In a crypto industry that has largely embraced transparency as the norm, Zano is going in the opposite direction. The project is built on a simple idea: privacy shouldn’t be optional – it should be the default.
In a conversation with AltCoinDesk, Quentin Van Welson explains why that distinction matters and how Zano is trying to push privacy beyond a niche use case into something far more practical.
From privacy coin to something bigger
At first, Zano sounds like something the market has seen before. “The easiest way to explain it is that it’s a privacy coin,” Quentin says. But he quickly adds that this framing doesn’t quite capture what the project is trying to do.
Zano is a Layer 1 blockchain where users and developers can launch their own tokens – except those tokens inherit the same built-in privacy as the base network. “You can tokenize pretty much anything,” he says, “but with real privacy, not as an add-on.”
That “always-on” aspect is key. Unlike many projects that treat privacy as a feature you can toggle, Zano enforces it at the protocol level. Quentin compares it to Monero, but with a broader scope. The connection isn’t accidental – the project’s founder created the Cryptonote codebase that underpins Monero itself.
Why privacy still matters
Quentin is aware of the stigma around privacy coins. The assumption, he says, is that if you want privacy, you must have something to hide. He doesn’t buy that argument.

It’s a simple analogy, but it lands. Traditional banks, for all their flaws, don’t broadcast your transactions to the world. Public blockchains, on the other hand, do exactly that. Networks like Bitcoin and Ethereum make it possible to trace balances and activity – sometimes all the way back to a real-world identity.
That visibility isn’t just theoretical. Quentin points to a growing number of real-world incidents where individuals have been targeted because their holdings were publicly exposed. Even outside of extreme cases, transparency opens the door to things like front-running and MEV, where others can profit simply by seeing what you’re about to do.
For businesses, the problem is just as obvious. “No company wants its treasury or strategy visible to competitors,” he says. Privacy, in that sense, starts to look less like a luxury and more like a requirement.
Fixing the old trade-offs
One of the long-standing issues with privacy tech is that it tends to slow things down. More privacy usually means more complexity, and more complexity often means worse performance.
Zano is trying to get around that. The network currently runs on a hybrid model but is moving toward full Proof-of-Stake, which Quentin says will make a noticeable difference. The goal is faster blocks, fewer confirmations, and near-instant finality – closer to what users expect from modern Layer 1s.
There’s also a more unusual feature already live: Proof-of-Stake with hidden amounts. In simple terms, it lets users stake without revealing how much they hold. It’s the kind of detail that doesn’t grab headlines, but it fits the broader philosophy – privacy shouldn’t stop at transactions.
Drawing a hard line on backdoors
If there’s one area where Quentin doesn’t hedge, it’s backdoors. The question comes up often in discussions around regulation: should there be some form of access for authorities?
His answer is immediate. “No. That defeats the entire purpose.”
Instead, Zano leans on selective transparency. Users can choose to share specific information if they need to – say, for compliance or auditing – but the default remains private. It’s a reversal of how most blockchains work today, where everything is public unless you go out of your way to hide it.
At the same time, the team is trying to make the system easier to plug into. A feature called gateway addresses is designed to help exchanges and services integrate with Zano without dealing with the full complexity of a privacy chain. These addresses are transparent and account-based, which brings down the barrier for adoption while keeping user-level privacy intact.
Coming full circle
Quentin says he sees all of this as part of a broader shift in crypto. Privacy, he argues, was always part of the original vision. He points to Satoshi Nakamoto, who discussed privacy concepts in the early days – even if they weren’t fully implemented in Bitcoin itself.
Somewhere along the way, the focus changed. The industry leaned into speculation, rapid token launches, and short-term trends. Now, Quentin thinks it’s starting to recalibrate.
There are a few reasons for that. Regulation is tightening. Digital identity systems are becoming more common. Centralized digital currencies are on the horizon. And at the same time, the risks of fully transparent systems are becoming harder to ignore.
Zano is betting that this shift will bring privacy back into focus – not as a niche, but as a baseline expectation. The roadmap reflects that: better integrations through gateway addresses, faster performance through full Proof-of-Stake, and incentives for developers to build within the ecosystem.
For Quentin, the end goal is straightforward. If Zano can combine speed, flexibility, and strong privacy in one place, it becomes much harder to argue against building on it.
“If we get it right,” he says, “you won’t have to choose anymore.”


▶ _Exercise details_
Where the data below has the string "window", return the whole line.

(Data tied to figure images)
++++++++++++++++++++

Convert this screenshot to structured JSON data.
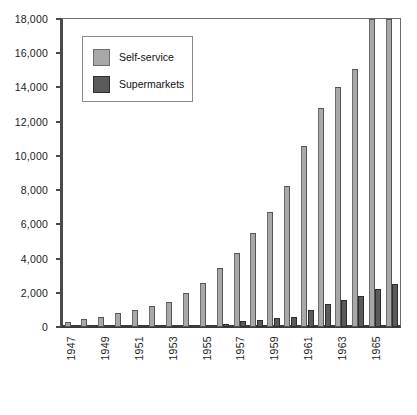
{
  "chart_data": {
    "type": "bar",
    "title": "",
    "subtitle": "",
    "xlabel": "",
    "ylabel": "",
    "ylim": [
      0,
      18000
    ],
    "y_ticks": [
      0,
      2000,
      4000,
      6000,
      8000,
      10000,
      12000,
      14000,
      16000,
      18000
    ],
    "y_tick_labels": [
      "0",
      "2,000",
      "4,000",
      "6,000",
      "8,000",
      "10,000",
      "12,000",
      "14,000",
      "16,000",
      "18,000"
    ],
    "grid": false,
    "legend_position": "upper-left-inside",
    "categories": [
      1947,
      1948,
      1949,
      1950,
      1951,
      1952,
      1953,
      1954,
      1955,
      1956,
      1957,
      1958,
      1959,
      1960,
      1961,
      1962,
      1963,
      1964,
      1965,
      1966
    ],
    "x_tick_labels": [
      "1947",
      "1949",
      "1951",
      "1953",
      "1955",
      "1957",
      "1959",
      "1961",
      "1963",
      "1965"
    ],
    "x_tick_indices": [
      0,
      2,
      4,
      6,
      8,
      10,
      12,
      14,
      16,
      18
    ],
    "series": [
      {
        "name": "Self-service",
        "color": "#a8a8a8",
        "values": [
          280,
          450,
          600,
          800,
          1000,
          1250,
          1450,
          2000,
          2550,
          3450,
          4300,
          5500,
          6750,
          8250,
          10600,
          12800,
          14000,
          15100,
          18000,
          18000
        ]
      },
      {
        "name": "Supermarkets",
        "color": "#5a5a5a",
        "values": [
          0,
          0,
          0,
          0,
          0,
          0,
          0,
          0,
          0,
          180,
          350,
          400,
          520,
          600,
          1000,
          1350,
          1600,
          1800,
          2250,
          2500
        ]
      }
    ]
  },
  "legend": {
    "items": [
      {
        "label": "Self-service",
        "color": "#a8a8a8"
      },
      {
        "label": "Supermarkets",
        "color": "#5a5a5a"
      }
    ]
  }
}
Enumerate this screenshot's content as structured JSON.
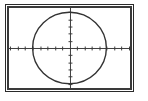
{
  "window": {
    "name": "graphing-calculator-viewing-window",
    "background_color": "#ffffff",
    "frame_color": "#3a3a3a",
    "frame_outer_color": "#2a2a2a"
  },
  "chart_data": {
    "type": "line",
    "title": "",
    "subtitle": "",
    "xlabel": "",
    "ylabel": "",
    "curve_label": "circle",
    "curve_color": "#333333",
    "axis_color": "#3a3a3a",
    "grid": false,
    "legend": "none",
    "xlim": [
      -8.2,
      8.2
    ],
    "ylim": [
      -5.6,
      5.6
    ],
    "x_tick_step": 1,
    "y_tick_step": 1,
    "tick_style": "hash-marks",
    "origin": {
      "x": 0,
      "y": 0
    },
    "series": [
      {
        "name": "circle",
        "shape": "circle",
        "center_x": 0,
        "center_y": 0,
        "radius": 5,
        "equation": "x^2 + y^2 = 25",
        "x": [
          -5.0,
          -4.9,
          -4.6,
          -4.3,
          -3.8,
          -3.2,
          -2.5,
          -1.7,
          -0.9,
          0.0,
          0.9,
          1.7,
          2.5,
          3.2,
          3.8,
          4.3,
          4.6,
          4.9,
          5.0
        ],
        "y_upper": [
          0.0,
          1.0,
          2.0,
          2.6,
          3.3,
          3.8,
          4.3,
          4.7,
          4.9,
          5.0,
          4.9,
          4.7,
          4.3,
          3.8,
          3.3,
          2.6,
          2.0,
          1.0,
          0.0
        ],
        "y_lower": [
          0.0,
          -1.0,
          -2.0,
          -2.6,
          -3.3,
          -3.8,
          -4.3,
          -4.7,
          -4.9,
          -5.0,
          -4.9,
          -4.7,
          -4.3,
          -3.8,
          -3.3,
          -2.6,
          -2.0,
          -1.0,
          0.0
        ]
      }
    ],
    "x_ticks": [
      -8,
      -7,
      -6,
      -5,
      -4,
      -3,
      -2,
      -1,
      1,
      2,
      3,
      4,
      5,
      6,
      7,
      8
    ],
    "y_ticks": [
      -5,
      -4,
      -3,
      -2,
      -1,
      1,
      2,
      3,
      4,
      5
    ],
    "x_tick_labels": [],
    "y_tick_labels": [],
    "annotations": []
  }
}
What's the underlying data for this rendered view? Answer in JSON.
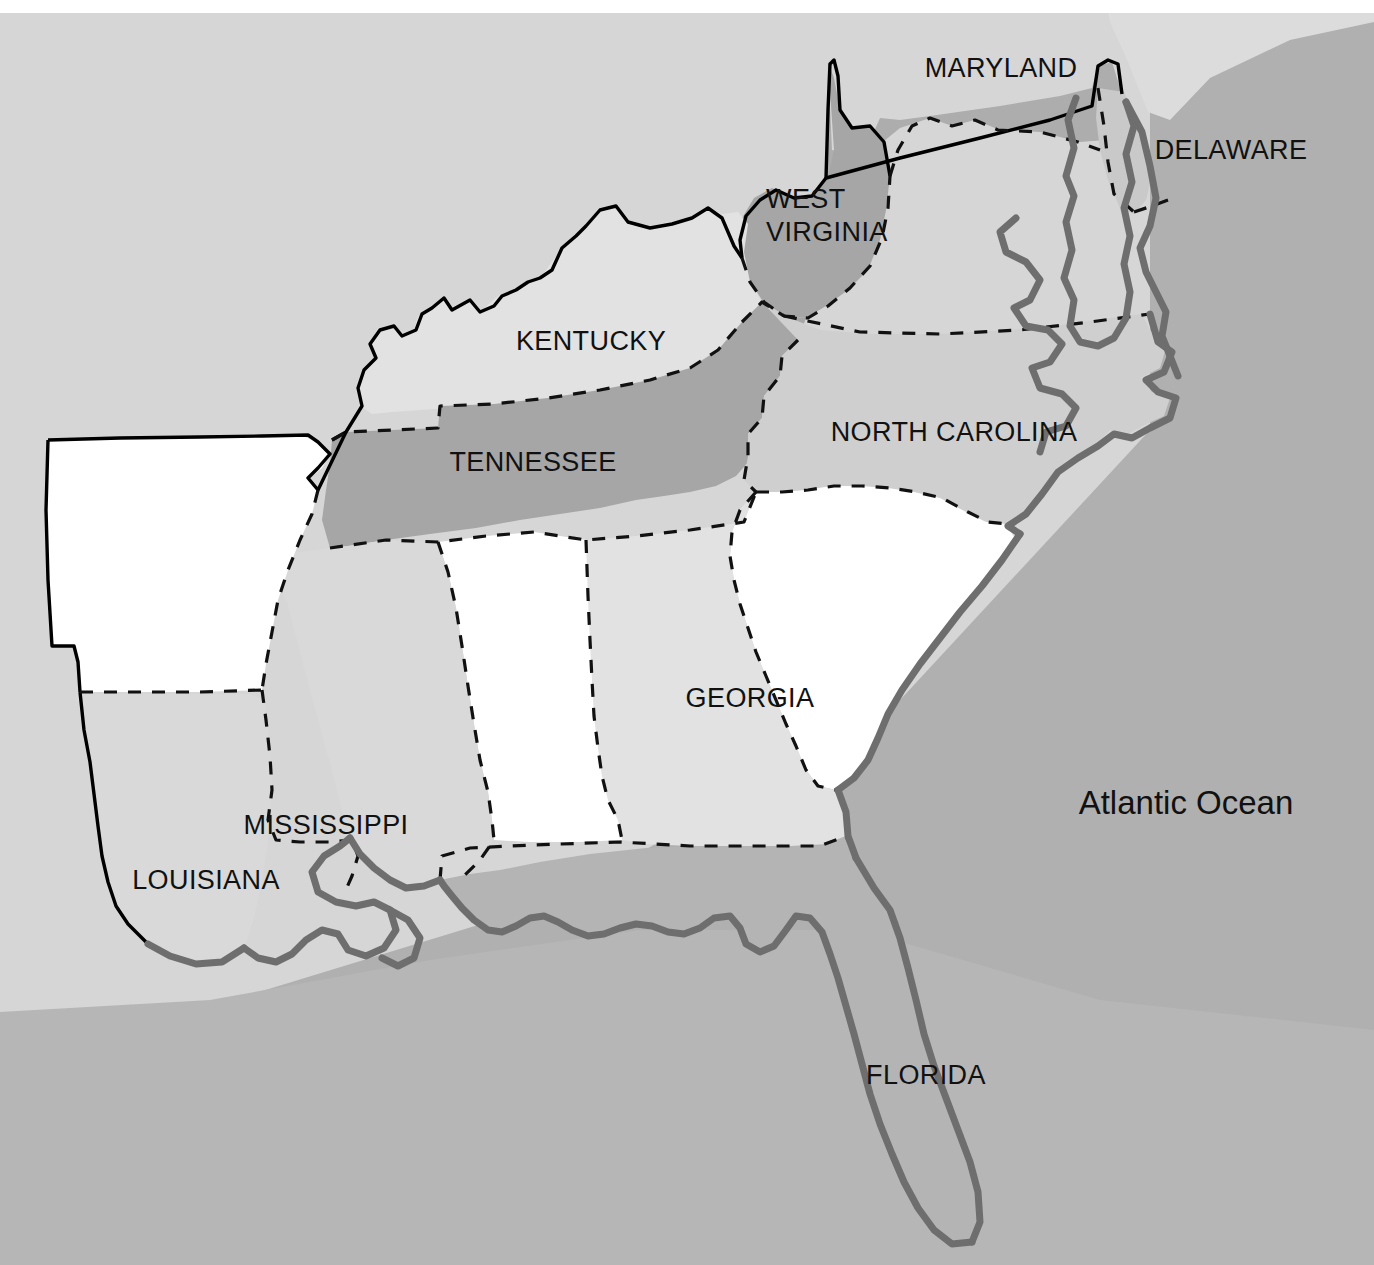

++++++++++++++++++++

▶ _Solved exercise_
  "window": {
    "name": "graphing-calculator-viewing-window",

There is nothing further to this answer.